References
A role for low-carbohydrate diets in type 2 diabetes
Abstract
Prescribing for diabetes has increased in recent years. Here, George Winter discusses the potential role of a low-carbohydrate diet in type 2 diabetes control
The foreword to a report published by the Parliament of Western Australia (2019) states: ‘If there is one thing to take away from this report it is that type 2 diabetes can go into remission and it need not be a life-long progressive chronic illness. Some practitioners argue it is reversible.’
These aforementioned practitioners include Hallberg et al (2019), who note that before insulin's discovery in 1921, low-carbohydrate diets were commonly prescribed to treat diabetes. With the availability of exogenous insulin and the emergence of low-fat diets – which, axiomatically, are carbohydrate-enriched – the low-carbohydrate diet's goal of preventing raised blood glucose concentrations was supplanted by that of exerting blood glucose control through glycaemic control medication, including insulin (Hallberg et al, 2019).
The low-carbohydrate approach to diabetes is gaining traction. For example, a recent consensus report on nutrition therapy for people with diabetes or pre-diabetes stated that for certain people who are not meeting glycaemic targets, or where lowering anti-glycaemic medication is needed, reducing overall carbohydrate intake with low- or very low carbohydrate eating plans is a viable approach (Evert et al, 2019). In 2016, the World Health Organization's Global Report on Diabetes cited the Barbados Diabetes Reversal Study to determine the feasibility of reversing type 2 diabetes by incorporating a low-carbohydrate approach (WHO, 2016).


* [EXERCISE]: Below are some records: retype them all exactly, but not the pictures.

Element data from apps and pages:
== Segment start ==

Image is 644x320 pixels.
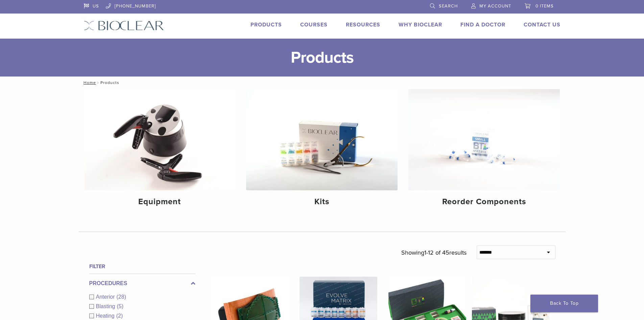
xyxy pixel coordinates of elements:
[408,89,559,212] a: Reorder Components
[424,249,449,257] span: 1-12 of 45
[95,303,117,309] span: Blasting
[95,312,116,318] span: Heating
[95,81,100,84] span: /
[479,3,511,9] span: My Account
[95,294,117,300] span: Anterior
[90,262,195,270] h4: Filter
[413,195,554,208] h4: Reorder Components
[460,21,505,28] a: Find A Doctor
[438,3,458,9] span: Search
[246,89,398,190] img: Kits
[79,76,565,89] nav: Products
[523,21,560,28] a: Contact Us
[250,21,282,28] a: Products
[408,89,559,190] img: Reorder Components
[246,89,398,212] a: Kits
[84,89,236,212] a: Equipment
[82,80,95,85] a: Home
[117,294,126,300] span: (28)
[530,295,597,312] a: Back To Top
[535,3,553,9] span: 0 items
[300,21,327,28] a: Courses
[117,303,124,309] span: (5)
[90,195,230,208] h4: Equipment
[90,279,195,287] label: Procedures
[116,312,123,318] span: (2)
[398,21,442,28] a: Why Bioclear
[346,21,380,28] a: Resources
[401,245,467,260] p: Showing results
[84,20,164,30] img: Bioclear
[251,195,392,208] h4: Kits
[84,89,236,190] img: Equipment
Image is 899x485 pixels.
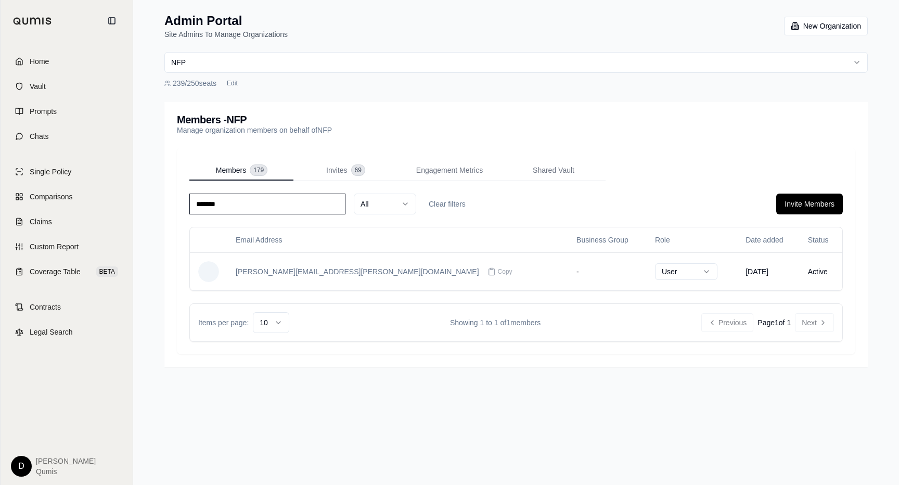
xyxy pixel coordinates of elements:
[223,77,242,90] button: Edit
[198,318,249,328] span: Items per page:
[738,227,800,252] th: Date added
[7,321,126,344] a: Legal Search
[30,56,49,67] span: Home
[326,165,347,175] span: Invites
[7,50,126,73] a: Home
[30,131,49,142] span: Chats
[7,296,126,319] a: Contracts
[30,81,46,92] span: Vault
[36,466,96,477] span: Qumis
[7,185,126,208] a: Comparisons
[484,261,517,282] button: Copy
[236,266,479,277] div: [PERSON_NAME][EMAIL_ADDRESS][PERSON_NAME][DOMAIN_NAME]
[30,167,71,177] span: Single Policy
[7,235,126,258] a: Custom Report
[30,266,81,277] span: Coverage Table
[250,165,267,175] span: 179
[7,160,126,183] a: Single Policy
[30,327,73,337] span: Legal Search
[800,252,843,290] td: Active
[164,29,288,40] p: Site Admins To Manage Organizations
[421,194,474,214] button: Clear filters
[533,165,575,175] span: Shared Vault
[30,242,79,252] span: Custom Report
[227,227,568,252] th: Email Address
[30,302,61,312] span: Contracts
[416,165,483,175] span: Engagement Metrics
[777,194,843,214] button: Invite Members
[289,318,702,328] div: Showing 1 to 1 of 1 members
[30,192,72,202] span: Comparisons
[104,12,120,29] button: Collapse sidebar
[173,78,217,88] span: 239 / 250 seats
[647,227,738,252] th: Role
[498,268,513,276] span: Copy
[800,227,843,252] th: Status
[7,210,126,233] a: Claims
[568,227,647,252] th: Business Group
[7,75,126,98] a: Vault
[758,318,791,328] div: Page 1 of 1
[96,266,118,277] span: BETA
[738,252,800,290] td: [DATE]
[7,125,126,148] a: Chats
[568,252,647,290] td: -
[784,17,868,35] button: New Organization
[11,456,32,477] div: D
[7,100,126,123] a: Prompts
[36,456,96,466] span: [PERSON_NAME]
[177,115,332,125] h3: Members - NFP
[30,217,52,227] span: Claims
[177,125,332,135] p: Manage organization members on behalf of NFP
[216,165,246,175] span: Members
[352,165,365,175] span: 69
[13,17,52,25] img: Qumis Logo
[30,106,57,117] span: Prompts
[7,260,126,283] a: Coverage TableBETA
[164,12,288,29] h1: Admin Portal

== Segment end ==

* [YOUR RESPONSE]:
Image is 644x320 pixels.
xyxy pixel coordinates of elements:
[408,89,559,212] a: Reorder Components
[424,249,449,257] span: 1-12 of 45
[95,303,117,309] span: Blasting
[95,312,116,318] span: Heating
[95,81,100,84] span: /
[479,3,511,9] span: My Account
[95,294,117,300] span: Anterior
[90,262,195,270] h4: Filter
[413,195,554,208] h4: Reorder Components
[460,21,505,28] a: Find A Doctor
[438,3,458,9] span: Search
[246,89,398,190] img: Kits
[79,76,565,89] nav: Products
[523,21,560,28] a: Contact Us
[250,21,282,28] a: Products
[408,89,559,190] img: Reorder Components
[246,89,398,212] a: Kits
[84,89,236,212] a: Equipment
[82,80,95,85] a: Home
[117,294,126,300] span: (28)
[530,295,597,312] a: Back To Top
[535,3,553,9] span: 0 items
[300,21,327,28] a: Courses
[117,303,124,309] span: (5)
[90,195,230,208] h4: Equipment
[90,279,195,287] label: Procedures
[116,312,123,318] span: (2)
[398,21,442,28] a: Why Bioclear
[346,21,380,28] a: Resources
[401,245,467,260] p: Showing results
[84,20,164,30] img: Bioclear
[251,195,392,208] h4: Kits
[84,89,236,190] img: Equipment
Image is 899x485 pixels.
xyxy pixel coordinates of elements:
[223,77,242,90] button: Edit
[198,318,249,328] span: Items per page:
[738,227,800,252] th: Date added
[7,321,126,344] a: Legal Search
[30,56,49,67] span: Home
[326,165,347,175] span: Invites
[7,50,126,73] a: Home
[30,131,49,142] span: Chats
[7,296,126,319] a: Contracts
[30,81,46,92] span: Vault
[36,466,96,477] span: Qumis
[7,185,126,208] a: Comparisons
[484,261,517,282] button: Copy
[236,266,479,277] div: [PERSON_NAME][EMAIL_ADDRESS][PERSON_NAME][DOMAIN_NAME]
[30,167,71,177] span: Single Policy
[7,235,126,258] a: Custom Report
[30,266,81,277] span: Coverage Table
[250,165,267,175] span: 179
[7,160,126,183] a: Single Policy
[30,327,73,337] span: Legal Search
[800,252,843,290] td: Active
[164,29,288,40] p: Site Admins To Manage Organizations
[421,194,474,214] button: Clear filters
[533,165,575,175] span: Shared Vault
[30,242,79,252] span: Custom Report
[227,227,568,252] th: Email Address
[30,302,61,312] span: Contracts
[416,165,483,175] span: Engagement Metrics
[777,194,843,214] button: Invite Members
[289,318,702,328] div: Showing 1 to 1 of 1 members
[30,192,72,202] span: Comparisons
[104,12,120,29] button: Collapse sidebar
[173,78,217,88] span: 239 / 250 seats
[647,227,738,252] th: Role
[498,268,513,276] span: Copy
[800,227,843,252] th: Status
[7,210,126,233] a: Claims
[568,227,647,252] th: Business Group
[7,75,126,98] a: Vault
[758,318,791,328] div: Page 1 of 1
[96,266,118,277] span: BETA
[738,252,800,290] td: [DATE]
[7,125,126,148] a: Chats
[568,252,647,290] td: -
[784,17,868,35] button: New Organization
[11,456,32,477] div: D
[7,100,126,123] a: Prompts
[36,456,96,466] span: [PERSON_NAME]
[177,115,332,125] h3: Members - NFP
[30,217,52,227] span: Claims
[177,125,332,135] p: Manage organization members on behalf of NFP
[216,165,246,175] span: Members
[352,165,365,175] span: 69
[13,17,52,25] img: Qumis Logo
[30,106,57,117] span: Prompts
[7,260,126,283] a: Coverage TableBETA
[164,12,288,29] h1: Admin Portal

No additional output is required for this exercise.